-- Goal of the exercise --
Could you return the full listing, every line exactly as given?

===== Available records =====

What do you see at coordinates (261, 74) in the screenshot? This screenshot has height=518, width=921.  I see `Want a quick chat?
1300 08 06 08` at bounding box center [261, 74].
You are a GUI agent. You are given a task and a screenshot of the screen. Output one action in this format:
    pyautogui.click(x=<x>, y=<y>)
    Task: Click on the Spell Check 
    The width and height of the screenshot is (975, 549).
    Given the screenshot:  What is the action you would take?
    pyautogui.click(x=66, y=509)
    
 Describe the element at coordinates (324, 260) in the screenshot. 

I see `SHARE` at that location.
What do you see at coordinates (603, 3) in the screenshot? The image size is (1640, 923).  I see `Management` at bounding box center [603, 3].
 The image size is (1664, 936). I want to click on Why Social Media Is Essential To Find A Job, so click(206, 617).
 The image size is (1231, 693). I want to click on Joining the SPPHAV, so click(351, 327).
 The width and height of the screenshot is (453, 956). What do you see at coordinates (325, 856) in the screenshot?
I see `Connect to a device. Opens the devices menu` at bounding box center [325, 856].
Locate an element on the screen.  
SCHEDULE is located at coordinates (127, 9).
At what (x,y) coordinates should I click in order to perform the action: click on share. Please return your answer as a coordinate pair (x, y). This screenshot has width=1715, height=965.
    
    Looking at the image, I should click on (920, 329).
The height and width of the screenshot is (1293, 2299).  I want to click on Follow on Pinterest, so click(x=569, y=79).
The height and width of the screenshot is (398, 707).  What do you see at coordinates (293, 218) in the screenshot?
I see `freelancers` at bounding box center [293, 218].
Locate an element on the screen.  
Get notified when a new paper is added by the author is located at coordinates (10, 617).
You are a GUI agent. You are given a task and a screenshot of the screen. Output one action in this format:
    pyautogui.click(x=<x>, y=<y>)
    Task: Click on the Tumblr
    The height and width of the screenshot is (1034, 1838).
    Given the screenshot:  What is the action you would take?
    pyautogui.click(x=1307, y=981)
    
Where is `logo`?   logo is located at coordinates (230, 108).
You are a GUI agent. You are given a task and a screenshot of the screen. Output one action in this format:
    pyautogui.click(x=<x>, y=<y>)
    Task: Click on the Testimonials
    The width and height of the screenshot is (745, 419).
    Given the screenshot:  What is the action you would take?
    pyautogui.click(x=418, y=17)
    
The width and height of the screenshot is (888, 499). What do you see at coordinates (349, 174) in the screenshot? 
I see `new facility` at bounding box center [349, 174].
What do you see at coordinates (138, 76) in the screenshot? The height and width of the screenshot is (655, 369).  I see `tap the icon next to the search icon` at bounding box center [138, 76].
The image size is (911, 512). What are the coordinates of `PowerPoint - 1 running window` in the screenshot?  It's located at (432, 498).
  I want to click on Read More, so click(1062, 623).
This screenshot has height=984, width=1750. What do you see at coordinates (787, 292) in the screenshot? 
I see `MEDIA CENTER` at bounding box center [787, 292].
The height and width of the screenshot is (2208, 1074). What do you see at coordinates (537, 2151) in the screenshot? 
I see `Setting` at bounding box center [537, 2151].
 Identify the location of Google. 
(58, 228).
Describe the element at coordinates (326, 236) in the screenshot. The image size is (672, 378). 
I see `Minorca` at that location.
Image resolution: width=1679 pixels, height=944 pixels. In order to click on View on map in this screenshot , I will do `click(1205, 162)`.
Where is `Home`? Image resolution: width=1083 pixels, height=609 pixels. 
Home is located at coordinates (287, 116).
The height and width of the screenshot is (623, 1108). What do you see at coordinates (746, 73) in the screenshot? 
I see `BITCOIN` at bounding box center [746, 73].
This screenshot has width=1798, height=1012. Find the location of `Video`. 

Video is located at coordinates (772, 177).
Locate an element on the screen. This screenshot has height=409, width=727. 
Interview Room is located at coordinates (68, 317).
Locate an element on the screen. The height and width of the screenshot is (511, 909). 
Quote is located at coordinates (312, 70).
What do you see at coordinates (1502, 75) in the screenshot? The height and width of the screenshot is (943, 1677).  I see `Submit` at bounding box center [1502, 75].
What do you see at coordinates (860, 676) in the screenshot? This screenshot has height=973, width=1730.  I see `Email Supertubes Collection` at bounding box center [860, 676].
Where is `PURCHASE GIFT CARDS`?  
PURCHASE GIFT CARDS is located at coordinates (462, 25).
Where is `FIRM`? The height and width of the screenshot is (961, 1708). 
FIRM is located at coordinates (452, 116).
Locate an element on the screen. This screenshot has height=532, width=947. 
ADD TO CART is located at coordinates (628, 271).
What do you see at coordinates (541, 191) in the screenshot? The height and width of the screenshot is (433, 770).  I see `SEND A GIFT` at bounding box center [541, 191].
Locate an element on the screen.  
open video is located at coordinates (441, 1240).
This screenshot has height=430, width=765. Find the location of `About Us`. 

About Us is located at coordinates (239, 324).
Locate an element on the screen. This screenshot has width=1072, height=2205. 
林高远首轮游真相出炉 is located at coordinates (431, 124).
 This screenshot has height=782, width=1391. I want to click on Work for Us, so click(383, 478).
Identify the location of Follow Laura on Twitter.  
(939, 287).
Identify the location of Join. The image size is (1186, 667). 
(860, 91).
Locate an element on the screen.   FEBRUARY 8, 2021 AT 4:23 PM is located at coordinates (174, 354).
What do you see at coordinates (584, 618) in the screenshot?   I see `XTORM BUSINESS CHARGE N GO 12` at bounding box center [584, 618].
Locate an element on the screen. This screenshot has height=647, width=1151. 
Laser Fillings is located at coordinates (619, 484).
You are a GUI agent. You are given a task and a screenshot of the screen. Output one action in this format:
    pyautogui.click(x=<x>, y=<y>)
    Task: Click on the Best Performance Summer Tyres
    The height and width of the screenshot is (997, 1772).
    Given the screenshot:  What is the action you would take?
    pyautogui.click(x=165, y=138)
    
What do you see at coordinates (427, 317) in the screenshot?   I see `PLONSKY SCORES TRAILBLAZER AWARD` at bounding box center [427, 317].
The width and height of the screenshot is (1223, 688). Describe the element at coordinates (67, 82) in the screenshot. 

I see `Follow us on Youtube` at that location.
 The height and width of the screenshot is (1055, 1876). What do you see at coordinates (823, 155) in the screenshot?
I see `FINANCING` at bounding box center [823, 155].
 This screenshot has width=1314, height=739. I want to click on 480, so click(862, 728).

=====

-- Output of the exercise --
What do you see at coordinates (261, 74) in the screenshot? This screenshot has height=518, width=921.  I see `Want a quick chat?
1300 08 06 08` at bounding box center [261, 74].
You are a GUI agent. You are given a task and a screenshot of the screen. Output one action in this format:
    pyautogui.click(x=<x>, y=<y>)
    Task: Click on the Spell Check 
    The width and height of the screenshot is (975, 549).
    Given the screenshot:  What is the action you would take?
    pyautogui.click(x=66, y=509)
    
 Describe the element at coordinates (324, 260) in the screenshot. 

I see `SHARE` at that location.
What do you see at coordinates (603, 3) in the screenshot? The image size is (1640, 923).  I see `Management` at bounding box center [603, 3].
 The image size is (1664, 936). I want to click on Why Social Media Is Essential To Find A Job, so click(206, 617).
 The image size is (1231, 693). I want to click on Joining the SPPHAV, so click(351, 327).
 The width and height of the screenshot is (453, 956). What do you see at coordinates (325, 856) in the screenshot?
I see `Connect to a device. Opens the devices menu` at bounding box center [325, 856].
Locate an element on the screen.  
SCHEDULE is located at coordinates (127, 9).
At what (x,y) coordinates should I click in order to perform the action: click on share. Please return your answer as a coordinate pair (x, y). This screenshot has width=1715, height=965.
    
    Looking at the image, I should click on (920, 329).
The height and width of the screenshot is (1293, 2299).  I want to click on Follow on Pinterest, so click(x=569, y=79).
The height and width of the screenshot is (398, 707).  What do you see at coordinates (293, 218) in the screenshot?
I see `freelancers` at bounding box center [293, 218].
Locate an element on the screen.  
Get notified when a new paper is added by the author is located at coordinates (10, 617).
You are a GUI agent. You are given a task and a screenshot of the screen. Output one action in this format:
    pyautogui.click(x=<x>, y=<y>)
    Task: Click on the Tumblr
    The height and width of the screenshot is (1034, 1838).
    Given the screenshot:  What is the action you would take?
    pyautogui.click(x=1307, y=981)
    
Where is `logo`?   logo is located at coordinates (230, 108).
You are a GUI agent. You are given a task and a screenshot of the screen. Output one action in this format:
    pyautogui.click(x=<x>, y=<y>)
    Task: Click on the Testimonials
    The width and height of the screenshot is (745, 419).
    Given the screenshot:  What is the action you would take?
    pyautogui.click(x=418, y=17)
    
The width and height of the screenshot is (888, 499). What do you see at coordinates (349, 174) in the screenshot? 
I see `new facility` at bounding box center [349, 174].
What do you see at coordinates (138, 76) in the screenshot? The height and width of the screenshot is (655, 369).  I see `tap the icon next to the search icon` at bounding box center [138, 76].
The image size is (911, 512). What are the coordinates of `PowerPoint - 1 running window` in the screenshot?  It's located at (432, 498).
  I want to click on Read More, so click(1062, 623).
This screenshot has height=984, width=1750. What do you see at coordinates (787, 292) in the screenshot? 
I see `MEDIA CENTER` at bounding box center [787, 292].
The height and width of the screenshot is (2208, 1074). What do you see at coordinates (537, 2151) in the screenshot? 
I see `Setting` at bounding box center [537, 2151].
 Identify the location of Google. 
(58, 228).
Describe the element at coordinates (326, 236) in the screenshot. The image size is (672, 378). 
I see `Minorca` at that location.
Image resolution: width=1679 pixels, height=944 pixels. In order to click on View on map in this screenshot , I will do `click(1205, 162)`.
Where is `Home`? Image resolution: width=1083 pixels, height=609 pixels. 
Home is located at coordinates (287, 116).
The height and width of the screenshot is (623, 1108). What do you see at coordinates (746, 73) in the screenshot? 
I see `BITCOIN` at bounding box center [746, 73].
This screenshot has width=1798, height=1012. Find the location of `Video`. 

Video is located at coordinates (772, 177).
Locate an element on the screen. This screenshot has height=409, width=727. 
Interview Room is located at coordinates (68, 317).
Locate an element on the screen. The height and width of the screenshot is (511, 909). 
Quote is located at coordinates (312, 70).
What do you see at coordinates (1502, 75) in the screenshot? The height and width of the screenshot is (943, 1677).  I see `Submit` at bounding box center [1502, 75].
What do you see at coordinates (860, 676) in the screenshot? This screenshot has height=973, width=1730.  I see `Email Supertubes Collection` at bounding box center [860, 676].
Where is `PURCHASE GIFT CARDS`?  
PURCHASE GIFT CARDS is located at coordinates (462, 25).
Where is `FIRM`? The height and width of the screenshot is (961, 1708). 
FIRM is located at coordinates (452, 116).
Locate an element on the screen. This screenshot has height=532, width=947. 
ADD TO CART is located at coordinates (628, 271).
What do you see at coordinates (541, 191) in the screenshot? The height and width of the screenshot is (433, 770).  I see `SEND A GIFT` at bounding box center [541, 191].
Locate an element on the screen.  
open video is located at coordinates (441, 1240).
This screenshot has height=430, width=765. Find the location of `About Us`. 

About Us is located at coordinates (239, 324).
Locate an element on the screen. This screenshot has width=1072, height=2205. 
林高远首轮游真相出炉 is located at coordinates (431, 124).
 This screenshot has height=782, width=1391. I want to click on Work for Us, so click(383, 478).
Identify the location of Follow Laura on Twitter.  
(939, 287).
Identify the location of Join. The image size is (1186, 667). 
(860, 91).
Locate an element on the screen.   FEBRUARY 8, 2021 AT 4:23 PM is located at coordinates (174, 354).
What do you see at coordinates (584, 618) in the screenshot?   I see `XTORM BUSINESS CHARGE N GO 12` at bounding box center [584, 618].
Locate an element on the screen. This screenshot has height=647, width=1151. 
Laser Fillings is located at coordinates (619, 484).
You are a GUI agent. You are given a task and a screenshot of the screen. Output one action in this format:
    pyautogui.click(x=<x>, y=<y>)
    Task: Click on the Best Performance Summer Tyres
    The height and width of the screenshot is (997, 1772).
    Given the screenshot:  What is the action you would take?
    pyautogui.click(x=165, y=138)
    
What do you see at coordinates (427, 317) in the screenshot?   I see `PLONSKY SCORES TRAILBLAZER AWARD` at bounding box center [427, 317].
The width and height of the screenshot is (1223, 688). Describe the element at coordinates (67, 82) in the screenshot. 

I see `Follow us on Youtube` at that location.
 The height and width of the screenshot is (1055, 1876). What do you see at coordinates (823, 155) in the screenshot?
I see `FINANCING` at bounding box center [823, 155].
 This screenshot has width=1314, height=739. I want to click on 480, so click(862, 728).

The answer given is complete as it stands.